Partitions and Logical Drives
A disk can have a maximum of four Primary Partitions, of which only one can be 'Active' at any one time. An operating system must be on a primary partition and will usually only be bootable if that partition is made the active one (some multi-boot menus can get around this). Microsoft operating systems can't cope with multiple primary partitions, so only one can be 'visible' and the rest must be 'hidden'.
For a Microsoft OS to be able to use multiple drives as in the above linked example, the disk must be partitioned with Logical Drives. Logical drives have to sit within an Extended Partition, which must be created first. If an extended partition is used on a hard disk, then only three primary partitions can be used, instead of four. There is no practical limit to the number of logical drives which can be put in an extended partition, although each needs a drive letter to reference it. Operating systems cannot boot from logical drives and must be installed on a primary partition.

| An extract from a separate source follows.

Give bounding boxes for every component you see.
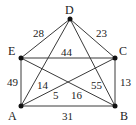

I hate to say it, but that extract is talking through its hat (other than basics about number of partitions on a drive). An operating system does not have to be on a primary partition (its boot sector does). Standard 98/XP dual boots will usually have XP installed on extended partition.
MS o/s CAN cope with multiple primary partitions (NT/2k/XP have disk management tools to allow you to create them! and win9x/ME will happily access them if they're there). Only issue is dual booting varieties of win9x/ME each installed on a separate primary partition - yes you can do that too! (bios tends to see them all the same, so will always boot the first unless its hidden).